Easy Mode: Learn the Game Without Pressure

Easy mode is built for new players. The computer places most of its moves at random. It only takes an obvious win once in a while. That leaves you plenty of room to experiment. It's the ideal spot for kids learning the game. It's also great for anyone who wants to practice spotting rows, columns, and diagonals before moving up. Teachers and parents: our tic tac toe for kids page has a step-by-step method for using this mode with children as young as four.

Who This Mode Is For

Easy mode suits three kinds of players: kids just learning the rules, adults who haven't played since childhood, and anyone who wants a low-pressure warm-up before Medium or Hard. If you're brand new to the game, skim the rules of tic tac toe first, then come back and play a few rounds here.

How the Computer Plays

The computer here is meant to be weak. It picks most squares at random instead of hunting for the best move. That's what makes it forgiving. It won't punish a slow start the way Medium or Hard mode will.

What to Practice Here

Easy mode is a training room, so train something. Two habits win tic tac toe games at every level, and this is the place to make them automatic:

  • The win check. Before every move, scan your own marks: do you have two in a line with the third square open? If yes, take it - Never delay a win to "set something up".
  • The block check. Then scan your opponent's marks the same way. Even a random opponent will sometimes land two in a line, and blocking it keeps the habit sharp for stronger opponents later.

Add the Opening Moves

Once the two checks feel automatic, layer in a simple opening routine:

  1. Take the center if you move first. It sits on four lines, more than any other square.
  2. Answer a corner opening with the center. This is the single strongest reply in the whole game.
  3. Fall back on the win check and block check every turn after that.

You'll find the full reasoning in the How to Win guide.

Winning Isn't the Goal - Graduating Is

You will beat Easy mode a lot, and that's the point. Early wins keep new players, especially kids, motivated while the basics sink in. But don't stay too long.

When to Move Up

When winning stops feeling like an achievement, it's time to move on. Try Medium mode next - It blocks properly and only loses to real strategy. Or jump to the 5×5 board, where even beginners' games stay exciting because draws are rare.

How Easy Actually Plays: 50,000 Simulated Games

These aren't estimates. We ran the exact AI code behind Easy mode - Not a simplified stand-in - Through 50,000 games against a completely random opponent and another 50,000 against a mathematically flawless one, for all three difficulties. Here's what actually happened, side by side:

Modevs Random Opponent
win / draw / loss
vs Perfect Opponent
win / draw / loss
Avg. Game Length
Easy ← this page 36.8% / 11.1% / 52.1% 0.0% / 3.1% / 96.9% 7.43 moves
Medium 84.8% / 14.0% / 1.2% 0.0% / 80.6% / 19.4% 6.71 moves
Hard 78.0% / 22.0% / 0.0% 0.0% / 100.0% / 0.0% 7.04 moves

"Perfect opponent" here means a flawless minimax player - The same benchmark our Hard mode meets. Every figure above comes straight from the open simulation code in this site's source, so you can re-run the test and check it for yourself.

What the Numbers Show

Against an opponent making completely random moves, Easy wins 36.8% of games. It draws 11.1% and loses 52.1% - More than it wins. That's not a bug. It's not bad luck either. Easy only takes an open winning move about 30% of the time, and it almost never blocks on purpose. Across 50,000 simulated games, it left an opponent's threat wide open 67.5% of the time. Against a flawless opponent, it loses 96.9% of games outright. A random opponent already beats it more often than not. So a human who pays attention should win almost every game.

A Real Captured Game

In one simulated match, X (a random opponent) opened corner 6, took the center, then played corner 8. That quietly built a diagonal threat through squares 0, 4, and 8. On its next turn, Easy had an easy block sitting right at square 0. It played square 7 instead. Two moves later, X moved into square 0 anyway and completed the diagonal. Easy didn't lose because the opponent was clever. It lost because nothing was watching the board:

The board right before Easy's turn. The highlighted square is the block it should have taken - Instead it played elsewhere.

Two moves later: the diagonal closes and X wins. Nobody outsmarted Easy here - It just never checked.

Easy Mode FAQ

Who is Easy mode for?

Easy mode is built for young children, complete beginners and anyone who wants a relaxed game. The computer plays mostly random moves, rarely takes its own winning chances and almost never blocks yours, so you can practise spotting lines without pressure.

Can the Easy computer ever win?

Yes, occasionally - If you leave a line of two open, it sometimes stumbles into the winning square. But it never hunts for wins or blocks yours on purpose, so any player who checks the board each turn will win most games.

When should I move up from Easy mode?

When you win several games in a row without thinking hard, you're ready for Medium mode. Medium blocks your threats and takes its wins, which forces you to learn the fork - The key skill of real tic tac toe.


Activity: Without changing a word, repeat the data, and include no pictures.
═══ Listed entries
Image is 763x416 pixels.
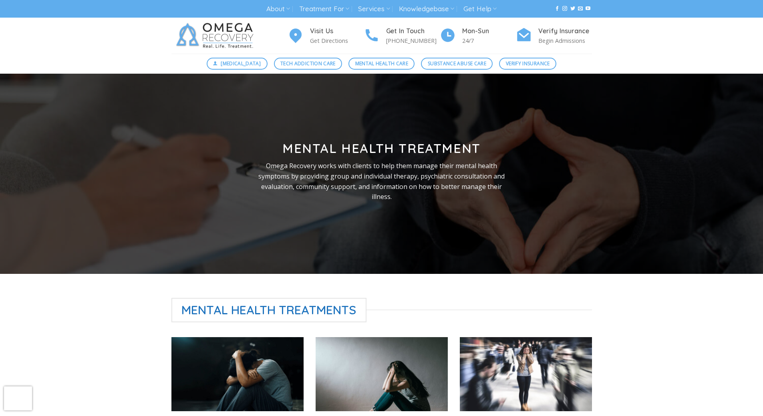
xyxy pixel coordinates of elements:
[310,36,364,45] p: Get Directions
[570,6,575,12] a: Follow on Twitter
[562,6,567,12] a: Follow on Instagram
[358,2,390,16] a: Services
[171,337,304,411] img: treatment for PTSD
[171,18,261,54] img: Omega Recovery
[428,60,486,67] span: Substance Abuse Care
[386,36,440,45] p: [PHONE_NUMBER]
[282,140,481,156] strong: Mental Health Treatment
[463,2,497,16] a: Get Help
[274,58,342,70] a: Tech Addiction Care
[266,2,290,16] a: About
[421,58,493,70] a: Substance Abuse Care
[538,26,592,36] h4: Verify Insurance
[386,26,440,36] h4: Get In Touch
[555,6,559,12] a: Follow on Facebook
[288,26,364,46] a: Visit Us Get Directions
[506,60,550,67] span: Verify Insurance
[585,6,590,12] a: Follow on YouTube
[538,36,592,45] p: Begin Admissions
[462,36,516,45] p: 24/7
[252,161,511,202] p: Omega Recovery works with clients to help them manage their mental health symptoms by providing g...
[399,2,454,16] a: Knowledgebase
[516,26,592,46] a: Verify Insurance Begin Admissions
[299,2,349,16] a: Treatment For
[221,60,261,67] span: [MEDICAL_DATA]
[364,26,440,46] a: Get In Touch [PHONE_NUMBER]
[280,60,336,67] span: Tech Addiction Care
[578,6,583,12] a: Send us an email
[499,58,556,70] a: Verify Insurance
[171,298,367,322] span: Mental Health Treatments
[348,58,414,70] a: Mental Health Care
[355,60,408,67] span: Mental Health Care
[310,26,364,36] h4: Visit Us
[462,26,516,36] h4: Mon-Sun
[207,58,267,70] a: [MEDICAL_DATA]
══════
Result of this exercise:
Image is 763x416 pixels.
xyxy pixel coordinates of elements:
[310,36,364,45] p: Get Directions
[570,6,575,12] a: Follow on Twitter
[562,6,567,12] a: Follow on Instagram
[358,2,390,16] a: Services
[171,337,304,411] img: treatment for PTSD
[171,18,261,54] img: Omega Recovery
[428,60,486,67] span: Substance Abuse Care
[386,36,440,45] p: [PHONE_NUMBER]
[282,140,481,156] strong: Mental Health Treatment
[463,2,497,16] a: Get Help
[274,58,342,70] a: Tech Addiction Care
[266,2,290,16] a: About
[421,58,493,70] a: Substance Abuse Care
[538,26,592,36] h4: Verify Insurance
[386,26,440,36] h4: Get In Touch
[555,6,559,12] a: Follow on Facebook
[288,26,364,46] a: Visit Us Get Directions
[506,60,550,67] span: Verify Insurance
[585,6,590,12] a: Follow on YouTube
[538,36,592,45] p: Begin Admissions
[462,36,516,45] p: 24/7
[252,161,511,202] p: Omega Recovery works with clients to help them manage their mental health symptoms by providing g...
[399,2,454,16] a: Knowledgebase
[516,26,592,46] a: Verify Insurance Begin Admissions
[299,2,349,16] a: Treatment For
[221,60,261,67] span: [MEDICAL_DATA]
[364,26,440,46] a: Get In Touch [PHONE_NUMBER]
[280,60,336,67] span: Tech Addiction Care
[578,6,583,12] a: Send us an email
[499,58,556,70] a: Verify Insurance
[171,298,367,322] span: Mental Health Treatments
[348,58,414,70] a: Mental Health Care
[355,60,408,67] span: Mental Health Care
[310,26,364,36] h4: Visit Us
[462,26,516,36] h4: Mon-Sun
[207,58,267,70] a: [MEDICAL_DATA]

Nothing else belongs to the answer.